Goods require money to finance both their production as well as their movements. They need oil and energy for the same reasons. If oil and money markets were drastically awful for a few months before December, and then purely chaotic during December, Mario Draghi of all people should’ve been paying attention. China put up some bad trade numbers for last month, but Europe’s goods downturn came first.

According to Eurostat, Industrial Production across the Continent declined by an alarming 3.2% year-over-year in November 2018. The minus sign was expected, especially when considering what DeStatis reported for IP in Germany last week. And though the Germans may be leading the decline, this latest update shows just how widespread the downturn has already become.
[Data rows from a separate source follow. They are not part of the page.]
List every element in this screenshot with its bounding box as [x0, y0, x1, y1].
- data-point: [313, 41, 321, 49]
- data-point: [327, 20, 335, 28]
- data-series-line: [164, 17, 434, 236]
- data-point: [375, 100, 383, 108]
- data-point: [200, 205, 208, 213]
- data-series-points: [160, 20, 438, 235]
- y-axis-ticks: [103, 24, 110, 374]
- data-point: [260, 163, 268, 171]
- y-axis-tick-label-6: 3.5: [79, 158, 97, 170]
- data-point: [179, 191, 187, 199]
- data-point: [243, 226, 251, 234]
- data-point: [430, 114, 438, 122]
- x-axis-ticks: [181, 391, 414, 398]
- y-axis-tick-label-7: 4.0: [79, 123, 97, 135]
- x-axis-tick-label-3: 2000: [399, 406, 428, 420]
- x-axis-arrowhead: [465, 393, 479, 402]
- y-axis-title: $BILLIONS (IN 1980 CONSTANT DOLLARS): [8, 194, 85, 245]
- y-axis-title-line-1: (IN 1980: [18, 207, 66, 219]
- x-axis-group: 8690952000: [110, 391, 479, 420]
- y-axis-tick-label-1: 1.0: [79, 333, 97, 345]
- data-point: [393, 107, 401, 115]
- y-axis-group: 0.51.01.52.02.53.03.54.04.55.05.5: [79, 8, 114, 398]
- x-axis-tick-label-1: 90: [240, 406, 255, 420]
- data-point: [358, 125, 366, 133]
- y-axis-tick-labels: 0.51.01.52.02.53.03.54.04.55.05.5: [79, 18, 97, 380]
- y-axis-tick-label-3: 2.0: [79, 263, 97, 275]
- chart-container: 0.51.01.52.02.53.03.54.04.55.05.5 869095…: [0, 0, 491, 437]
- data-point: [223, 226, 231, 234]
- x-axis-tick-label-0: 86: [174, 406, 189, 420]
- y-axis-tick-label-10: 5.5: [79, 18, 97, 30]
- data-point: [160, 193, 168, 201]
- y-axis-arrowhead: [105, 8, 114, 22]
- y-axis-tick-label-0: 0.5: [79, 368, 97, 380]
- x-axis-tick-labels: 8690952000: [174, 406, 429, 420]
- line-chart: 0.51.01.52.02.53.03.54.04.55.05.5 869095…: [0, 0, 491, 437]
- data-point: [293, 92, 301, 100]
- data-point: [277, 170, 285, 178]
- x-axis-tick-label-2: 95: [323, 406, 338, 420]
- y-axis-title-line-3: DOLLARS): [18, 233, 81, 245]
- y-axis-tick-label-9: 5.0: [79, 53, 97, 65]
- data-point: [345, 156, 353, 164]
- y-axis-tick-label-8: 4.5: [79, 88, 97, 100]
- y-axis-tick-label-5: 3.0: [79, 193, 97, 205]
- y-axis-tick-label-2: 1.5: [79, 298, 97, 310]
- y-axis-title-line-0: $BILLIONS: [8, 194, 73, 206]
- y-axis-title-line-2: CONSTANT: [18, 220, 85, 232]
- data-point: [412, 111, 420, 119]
Europe Industrial Production 2013-2018

Europe Industrial Production 2013-2018

- Click to enlarge

You just don’t see 3% drops out of European IP. The occasional small minus may be expected here and there, but when you get to 3% and worse it’s of a scale that dramatically reduces the number of realistic interpretations.

The last time European industry was falling at this rate was the last time all of Europe was in recession (2012-13).

Where Mario Draghi comes into it is how this isn’t a new development, only the speed of contraction is. The European economy has been slowing all year, dating back to the last few months of 2017 (when eurodollar irregularity really kicked up). Every one of the ECB’s policymakers has been trying to downplay and dismiss the deceleration all throughout.

Europe Industrial Production 2007-2018

(see more posts on Eurozone Industrial Production, )
Europe Industrial Production 2007-2018

- Click to enlarge

They’ve even gone so far as to terminate their PSPP asset purchase (also called QE) in an intentional display of confidence. The reason? This is all just transitory stuff, nothing to get too worked up over. A small retrenchment from a rapidly booming economy isn’t necessarily a bad thing, Draghi has said.

There’s very little to suggest Europe ever came close to a boom in 2017, and now there is growing evidence the downward trajectory throughout 2018 picked up rather than came off. Continent-wide IP falling at an outright recessionary rate with another month to spare in 2018 isn’t at all consistent with “transitory.”

Europe Industrial Production 2013-2018

(see more posts on Eurozone Industrial Production, )
Europe Industrial Production 2013-2018

- Click to enlarge

It is consistent, however, with what happened to global markets in December. The real economy is at the center of a lot of them, and if there was rapidly spreading fear throughout, which there was, the basis for it wasn’t just future concerns way out over the visible time horizon.

This is happening now, and you can see that view in things like the eurodollar futures curve which inverted so substantially as to price a non-trivial probability for a near-term rate cut from the Fed.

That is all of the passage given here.